Of course the two brass hats, one Army, on Navy advocated plans that waged was as they best understood it. This is only natural. Both truly believed their command held the key to victory.
The whole Pacific War was an elephant (the Japanese Army) versus a whale (the American Navy). The Japanese wanted a land fight and the Americans wanted a naval/aviation war. Like the preceding paragraph, both wanted to play their strongest cards.
There was no easy way out of this mess. The promises made by the technical warriors are chimeras. But naval blockade and air bombardment are cruel and blunt weapons. Further, even their best hopes of victory were years away.
(Do you think Churchill would have given up to strangulation by U-boats? It is foolish to think the Japanese were not made with the same toughness.)
The American people would not put up with another two or three years of starving the Japanese people. Further, such a plan meant that millions of Chinese, Koreans and other people would have been under Japan’s boot.
(If not for the Holocaust, Japanese atrocities in China would be the defining cruelty of the war.)
So a clean hands-off victory (as the Americans wanted) was years away at best. At some point the American Army would have to kill the Japanese Army. No way around it, it always comes to this.

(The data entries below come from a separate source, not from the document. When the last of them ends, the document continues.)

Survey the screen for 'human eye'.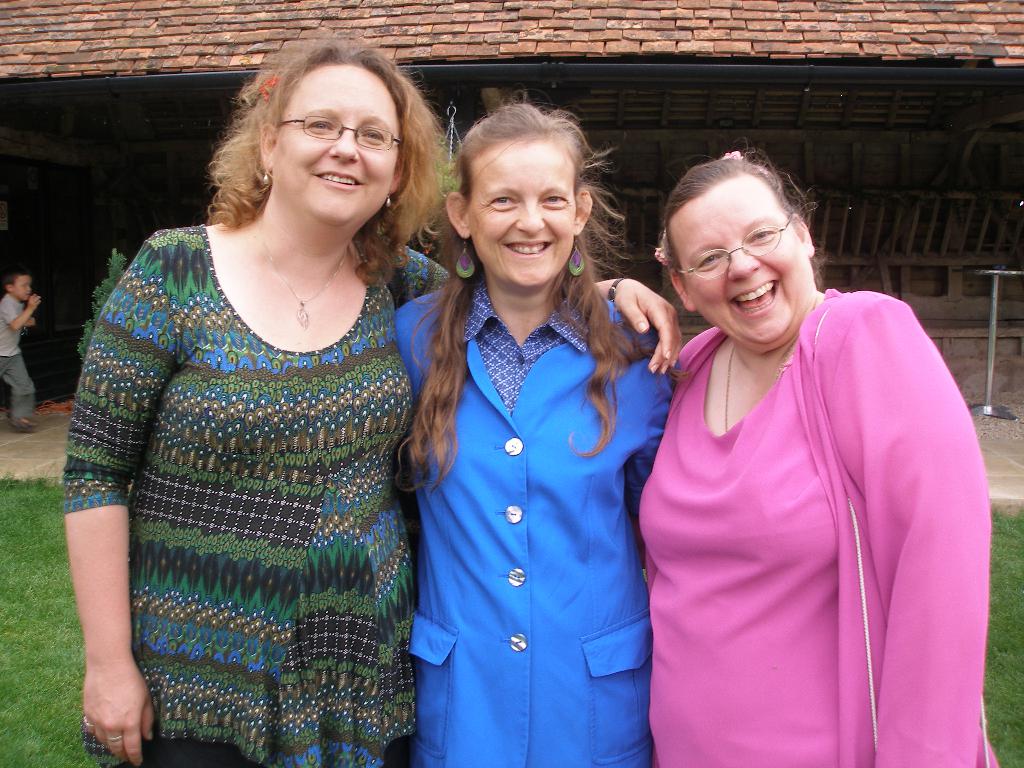
Survey found: box=[360, 124, 385, 147].
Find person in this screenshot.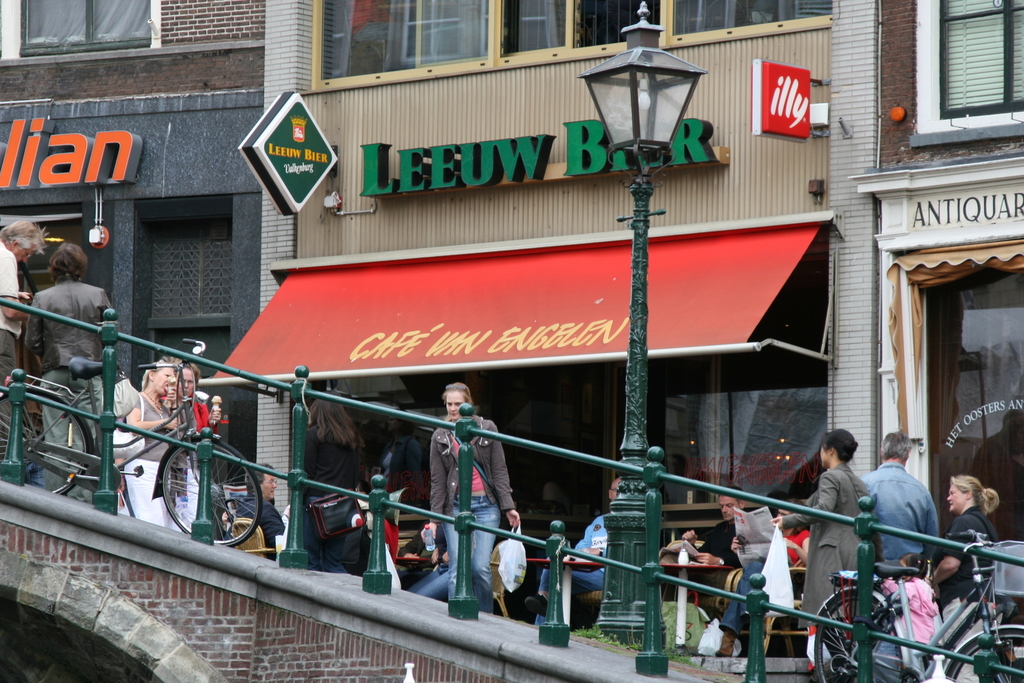
The bounding box for person is BBox(240, 466, 278, 566).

No American victory in China, Taiwan, the Philippines, or Korea would defeat the Japanese. We had to kill them in Japan. An invasion was need to kill the Japanese Army. No way around it.
OK then, so we have to invade. It would be massively difficult to embark an invasion force in California and sail them to Honshu. We needed intermediate bases. Big ones. We needed places to base our planes, to overhaul our ships and to store mountains of stuff.
Despite McArthur’s plans to take Taiwan, the Philippines would serve as our nearest big base with a string of smaller ones suitable for airfields closer to the target.
MacArthur’s command may have taken Manila for the wrong reason, but it was valuable real estate.
OK, so now it is November 1945. The Olympic landings are fixin’ to happen. Some ships actually sailed from California months ago, some from Hawaii, many more from “nearby” bases. The Japanese now got what they wanted the whole time, the Americans at the limit of their naval power and about to face a huge land battle at the end of a long supply line.
And you know what? I bet the Japanese would have won at this point. It is commonly said this invasion would have been “Three Okinawas.” The difference would have been the Japanese air attack on the fleet would have been much more than at Okinawa. Basically, the Japanese invented the cruise missile and planned to launch swarms of them against the Americans.
It would have been a bloodbath at sea, followed by one on land. Even then, it is not clear that the Japanese would have surrendered. A second invasion, Coronet was planned for.
Nope. Nimitz’s well-thought-out scheme was an American pipedream. The Japanese would not have surrendered promptly under blockade and bombardment. To let them stave would have been to let the Chinese suffer even more. A delay would have let the Red Army march all over northeast Asia.
Honestly, when you look at it all and punch the numbers into your calculator, they way the war ended was a flipping miracle. That is a very hard conclusion to come to.